Muriel Taggart

Character Analysis

Wicked Old Witch

We first meet Muriel when Seth is exploring the forest and encounters her ivy shack, which is constructed around a large tree stump. Here's what Seth sees:

Beside the stump, dressed in crude rags, sat a wiry old woman gnawing at a knot in a bristly rope. Shriveled with age, she clutched the rope in bony hands with knobby knuckles. Her long, white hair was matted and had a sickly yellowish tiny. One of her filmy eyes was terribly bloodshot. She was missing teeth, and there was blood on the knot she was chewing, apparently from her gums. Her pale arms, bare almost to the shoulder, were thin and wrinkled, with faint blue veins and a few purple scabs. (3.16)

Whoa—let this all sink in for a moment. This woman is very old, and not in such good shape—she's almost kinda gross-looking, with all those veins and scabs and bloodshot eyes. For all that she's so old and sickly though, "Her voice was incongruously melodious and smooth" (3.18). Uh-oh…

Muriel tries to entice Seth into her shack for tea, a chat, or to play with her creepy wooden puppet, a limberjack called Mendigo. We don't know exactly what she has planned for Seth if he complies, but we can guess that it's nothing good. Right before he goes, she tells him: "'Stand by your words, young man, or you may not have a pleasant journey home'" (3.58)—and since this totally comes true for Seth, he's left wondering if she's a witch.

Psst… Seth… She is.

Yup—Muriel's a witch, and Grandpa fills the kids in on her backstory. She was married to a caretaker of Fablehaven over 160 years ago, and after consorting with "unsavory beings" (5.181) she picked up some black magic and had to be imprisoned.

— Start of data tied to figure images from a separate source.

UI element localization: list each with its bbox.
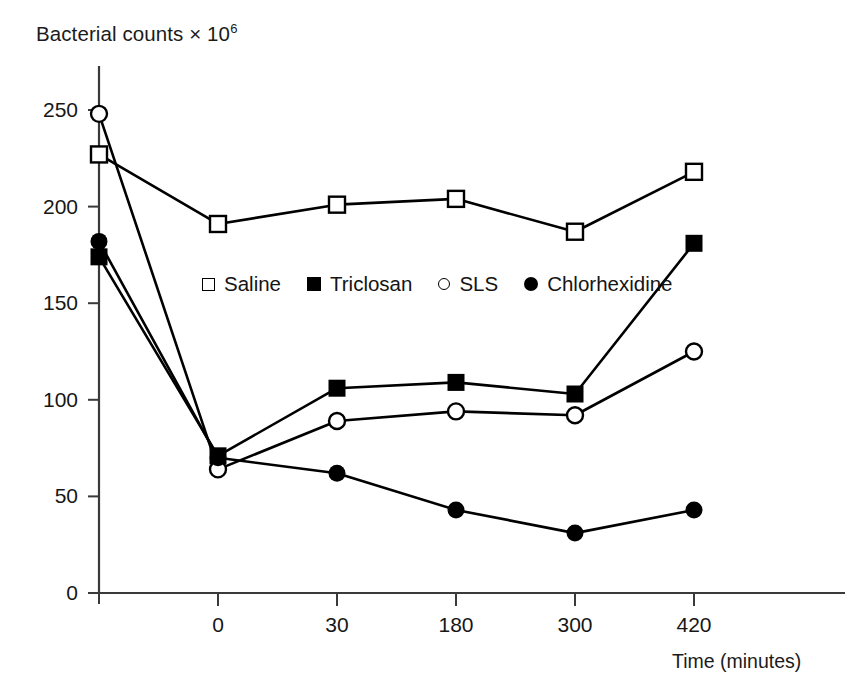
plot-area: [0, 0, 864, 685]
data-point-chlorhexidine-1: [210, 449, 227, 466]
y-axis-ticks: [88, 110, 99, 593]
data-point-chlorhexidine-4: [567, 525, 584, 542]
legend-label-triclosan: Triclosan: [330, 272, 412, 296]
legend-label-sls: SLS: [459, 272, 498, 296]
data-point-triclosan-4: [567, 386, 584, 403]
x-tick-label-30: 30: [325, 613, 348, 637]
y-tick-label-100: 100: [0, 388, 78, 412]
data-point-sls-5: [686, 344, 702, 360]
data-point-triclosan-2: [329, 380, 346, 397]
legend-entry-triclosan: Triclosan: [307, 272, 412, 296]
data-point-sls-4: [567, 407, 583, 423]
x-tick-label-300: 300: [557, 613, 592, 637]
legend-entry-chlorhexidine: Chlorhexidine: [524, 272, 672, 296]
legend-entry-sls: SLS: [438, 272, 498, 296]
data-point-saline-4: [567, 224, 583, 240]
data-point-saline-5: [686, 164, 702, 180]
data-point-sls-0: [91, 106, 107, 122]
series-lines: [99, 114, 694, 533]
data-point-chlorhexidine-0: [91, 233, 108, 250]
series-markers: [91, 106, 703, 542]
x-axis-ticks: [99, 593, 694, 606]
data-point-sls-2: [329, 413, 345, 429]
x-axis-title: Time (minutes): [672, 650, 801, 673]
y-tick-label-150: 150: [0, 291, 78, 315]
legend-label-chlorhexidine: Chlorhexidine: [547, 272, 672, 296]
open-circle-marker-icon: [438, 278, 450, 290]
data-point-triclosan-0: [91, 248, 108, 265]
filled-square-marker-icon: [307, 277, 321, 291]
chart-figure: Bacterial counts × 106 250200150100500 0…: [0, 0, 864, 685]
data-point-saline-2: [329, 197, 345, 213]
data-point-triclosan-3: [448, 374, 465, 391]
data-point-triclosan-5: [686, 235, 703, 252]
legend-label-saline: Saline: [224, 272, 281, 296]
y-tick-label-200: 200: [0, 195, 78, 219]
data-point-chlorhexidine-3: [448, 501, 465, 518]
legend-entry-saline: Saline: [202, 272, 281, 296]
y-tick-label-50: 50: [0, 484, 78, 508]
data-point-saline-1: [210, 216, 226, 232]
data-point-saline-0: [91, 146, 107, 162]
data-point-saline-3: [448, 191, 464, 207]
y-tick-label-250: 250: [0, 98, 78, 122]
y-tick-label-0: 0: [0, 581, 78, 605]
data-point-chlorhexidine-5: [686, 501, 703, 518]
x-tick-label-180: 180: [438, 613, 473, 637]
open-square-marker-icon: [202, 278, 215, 291]
chart-legend: Saline Triclosan SLS Chlorhexidine: [202, 272, 673, 296]
data-point-sls-3: [448, 403, 464, 419]
series-line-saline: [99, 154, 694, 231]
axis-lines: [88, 66, 845, 593]
filled-circle-marker-icon: [524, 277, 538, 291]
x-tick-label-420: 420: [676, 613, 711, 637]
x-tick-label-0: 0: [212, 613, 224, 637]
data-point-chlorhexidine-2: [329, 465, 346, 482]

Seductively Evil (Or Evilly Seductive?)

Surely not all witches are evil, but Muriel fits the bill. In the past "she tried to aid some of the foul denizens of the woods in a treacherous act of rebellion" (5.182), and these days she's quick to make threats. For instance, once she's freed she tells Seth, "'Your recompense is coming, my bold little whelp. I have a long memory'" (13.181). That's not exactly what you want to hear from someone who's skilled in the dark arts.

Okay. We get that she's evil. But where does the seductive part come in? Once Muriel's freed and has her own power back, she takes on a new form. Here's how she looks:

A tall, beautiful woman with a lustrous cascade of honey-blonde hair stood beside the recess […] She wore a spectacular azure gown that emphasized her seductive figure. (16.34)

While she's not the devil per say, we can't help but think of her as the devil in disguise here. So beautiful… yet so very dangerous. After all, here she is in all her radiant glory, standing in the Forgotten Chapel—and releasing the demon Bahumat from his bounds for some evil purpose that we don't quite learn the full extent of.

Fortunately for everyone who's not evil, the fairy army imprisons Muriel along with Bahumat in the end. But we don't really know what the extent of her plans were, so who knows what trouble might be carried out because of things she's set in motion.